Pixel coordinate grounding data:
.....
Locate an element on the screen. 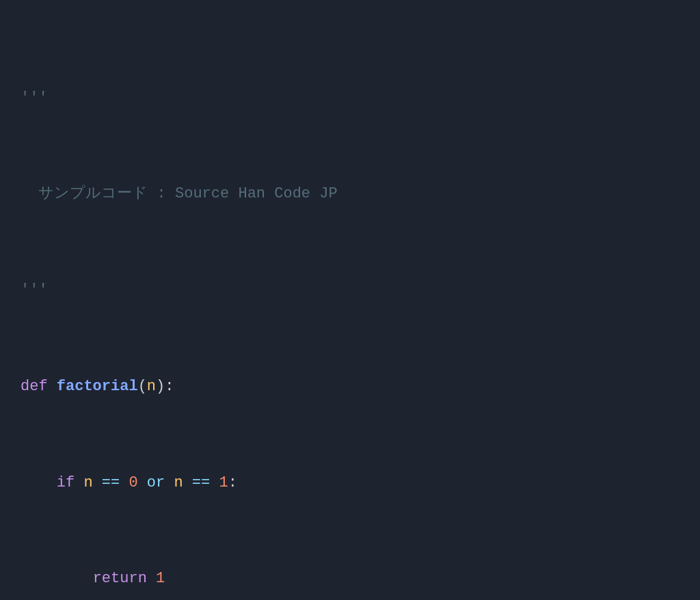 Image resolution: width=700 pixels, height=600 pixels. line-2: サンプルコード : Source Han Code JP is located at coordinates (350, 194).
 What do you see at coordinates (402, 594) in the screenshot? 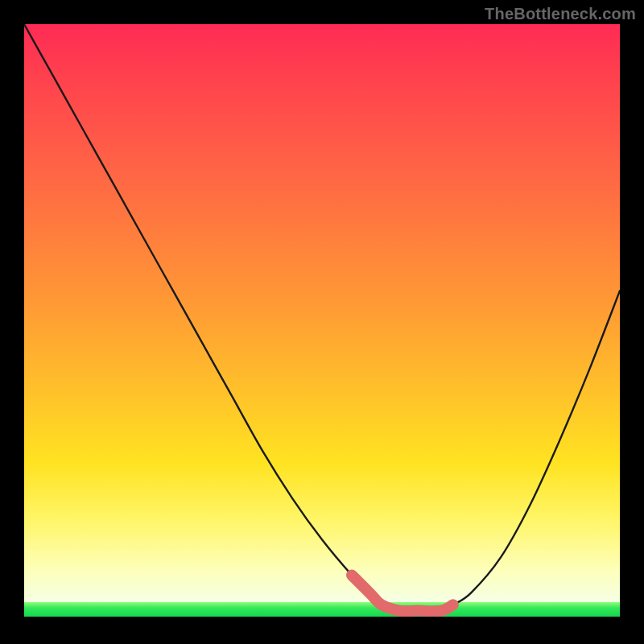
I see `optimal-range-marker` at bounding box center [402, 594].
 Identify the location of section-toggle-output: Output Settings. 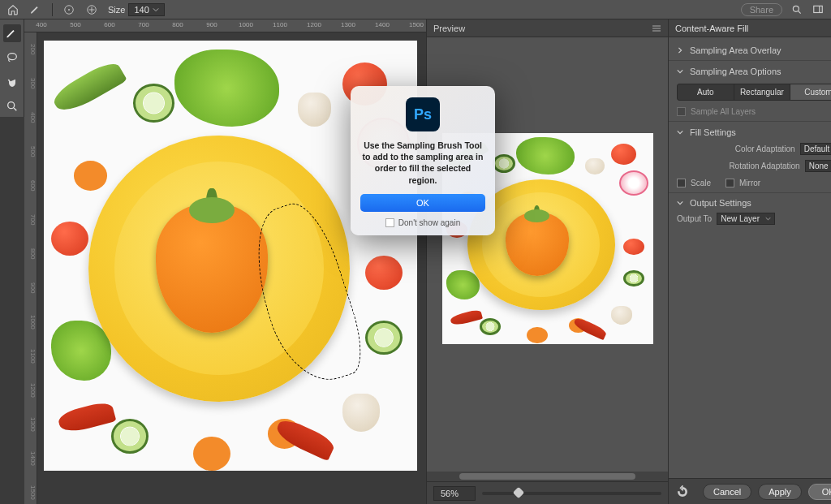
(754, 203).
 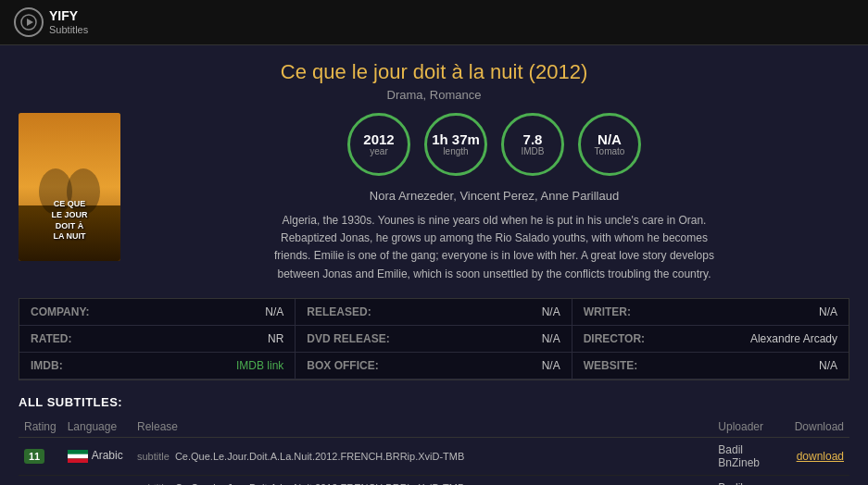 I want to click on info-imdb: IMDB: IMDB link, so click(x=157, y=367).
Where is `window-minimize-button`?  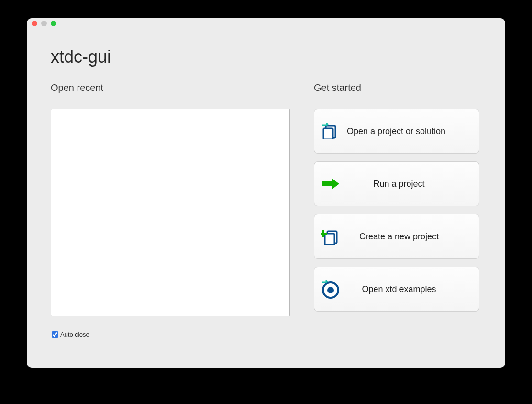
window-minimize-button is located at coordinates (44, 23).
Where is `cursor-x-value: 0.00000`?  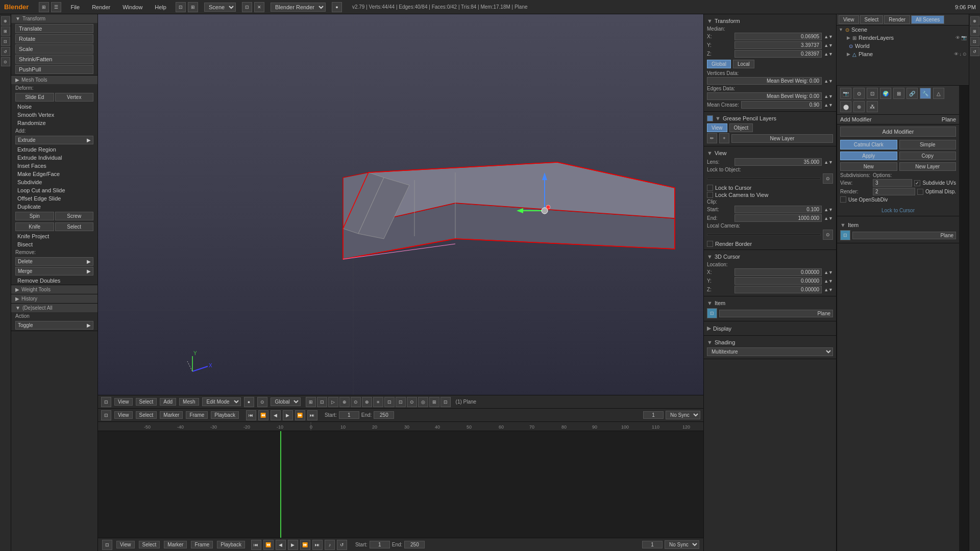 cursor-x-value: 0.00000 is located at coordinates (778, 272).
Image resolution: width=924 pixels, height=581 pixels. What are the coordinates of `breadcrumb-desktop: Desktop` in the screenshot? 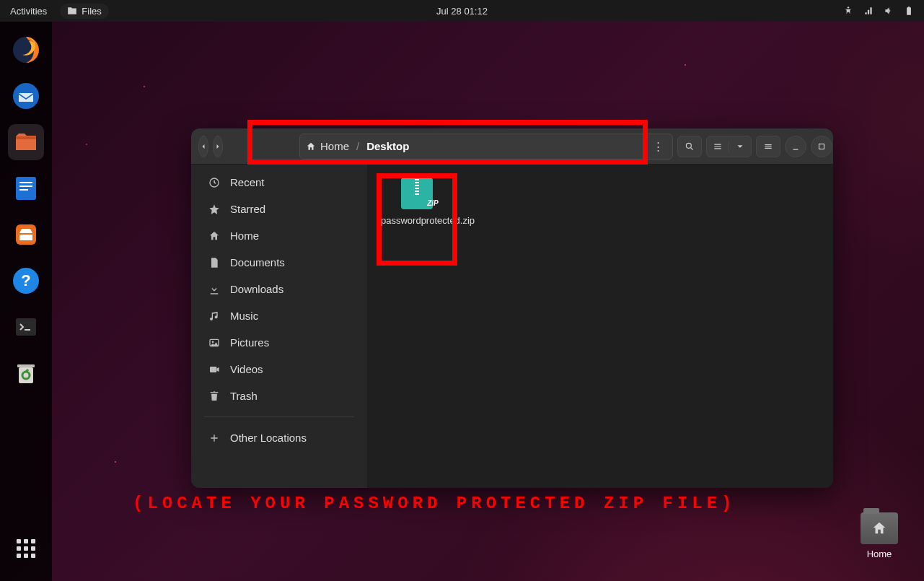 It's located at (388, 146).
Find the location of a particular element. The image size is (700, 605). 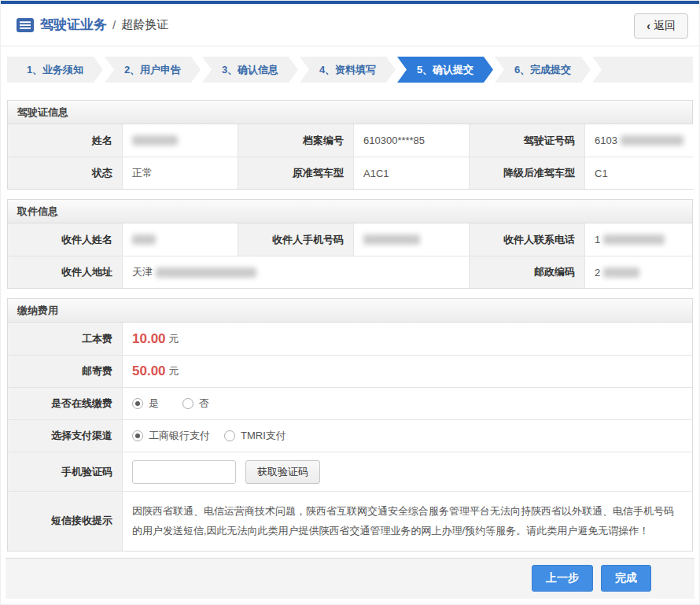

work-fee-value: 10.00元 is located at coordinates (407, 338).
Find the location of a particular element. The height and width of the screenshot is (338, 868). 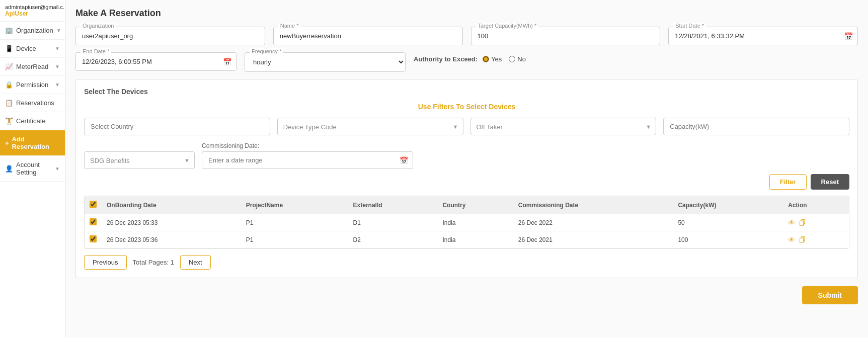

add-icon: + is located at coordinates (7, 143).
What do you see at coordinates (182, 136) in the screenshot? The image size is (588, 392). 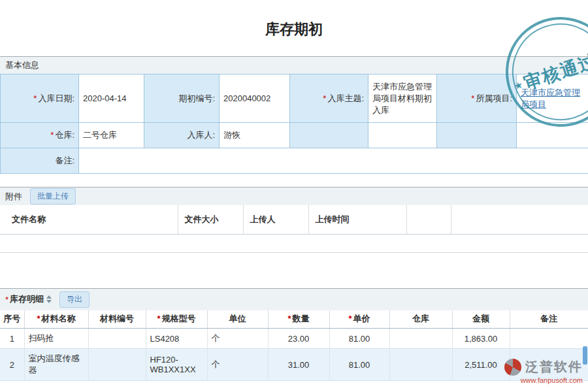 I see `ruku-person-label-cell: 入库人:` at bounding box center [182, 136].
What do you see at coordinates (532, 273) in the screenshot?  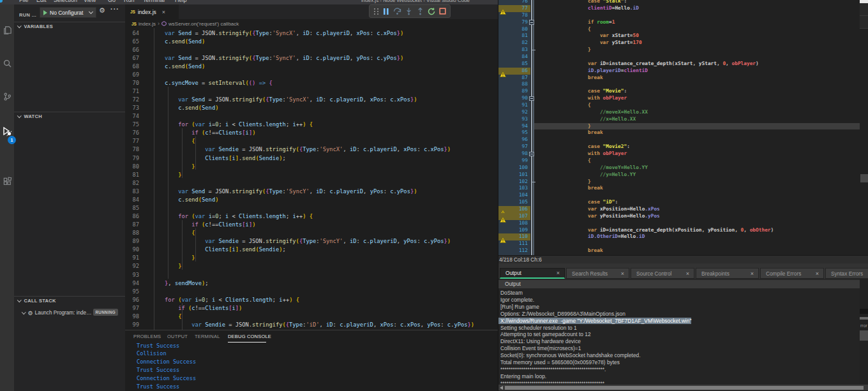 I see `output-tab-output: Output×` at bounding box center [532, 273].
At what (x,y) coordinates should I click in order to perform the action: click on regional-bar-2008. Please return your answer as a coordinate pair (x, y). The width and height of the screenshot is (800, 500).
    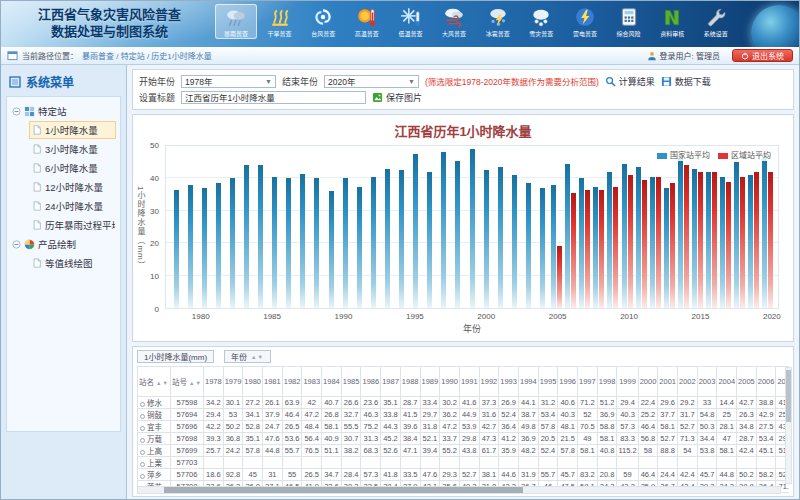
    Looking at the image, I should click on (602, 249).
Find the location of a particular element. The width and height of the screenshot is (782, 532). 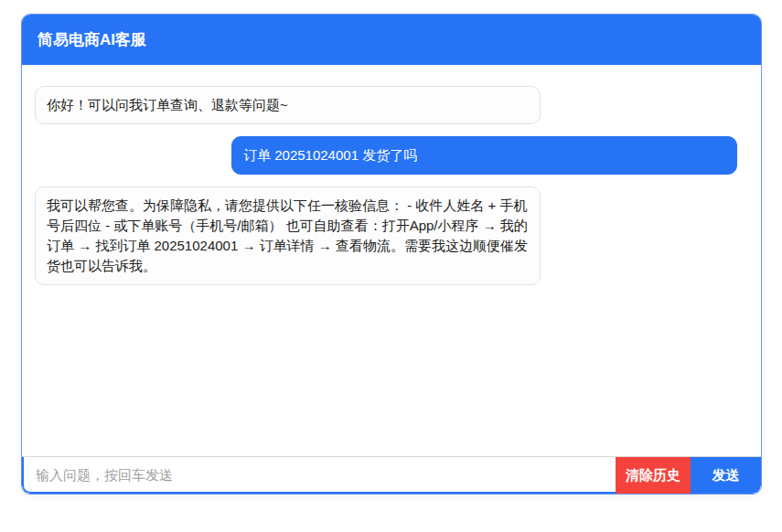

composer-bar: 清除历史 发送 is located at coordinates (391, 475).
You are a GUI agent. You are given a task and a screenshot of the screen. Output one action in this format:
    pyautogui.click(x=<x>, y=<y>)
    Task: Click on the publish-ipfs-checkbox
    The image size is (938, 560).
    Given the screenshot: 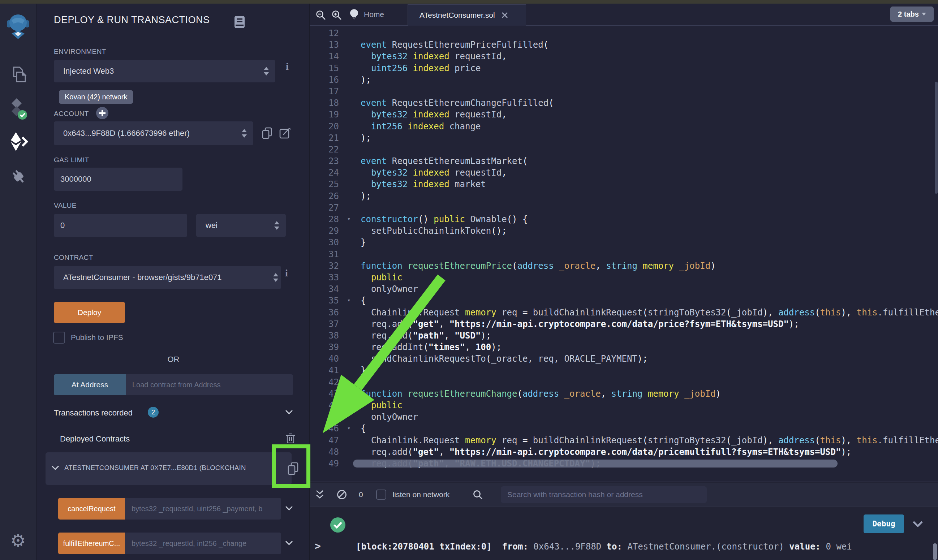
.....
WORK TASK
Repeat the lines of the records verbatim, starting at the line containing "At what (x,y)" and stopping after the final line. Images stay out.

OUTPUT BELOW
At what (x,y) coordinates should I click in order to perform the action: click on regional-bar-2008. Please return your answer as a coordinate pair (x, y). The width and height of the screenshot is (800, 500).
    Looking at the image, I should click on (602, 249).
Find the location of a particular element. The width and height of the screenshot is (782, 532). 

composer-bar: 清除历史 发送 is located at coordinates (391, 475).
You are a GUI agent. You are given a task and a screenshot of the screen. Output one action in this format:
    pyautogui.click(x=<x>, y=<y>)
    Task: Click on the publish-ipfs-checkbox
    The image size is (938, 560).
    Given the screenshot: 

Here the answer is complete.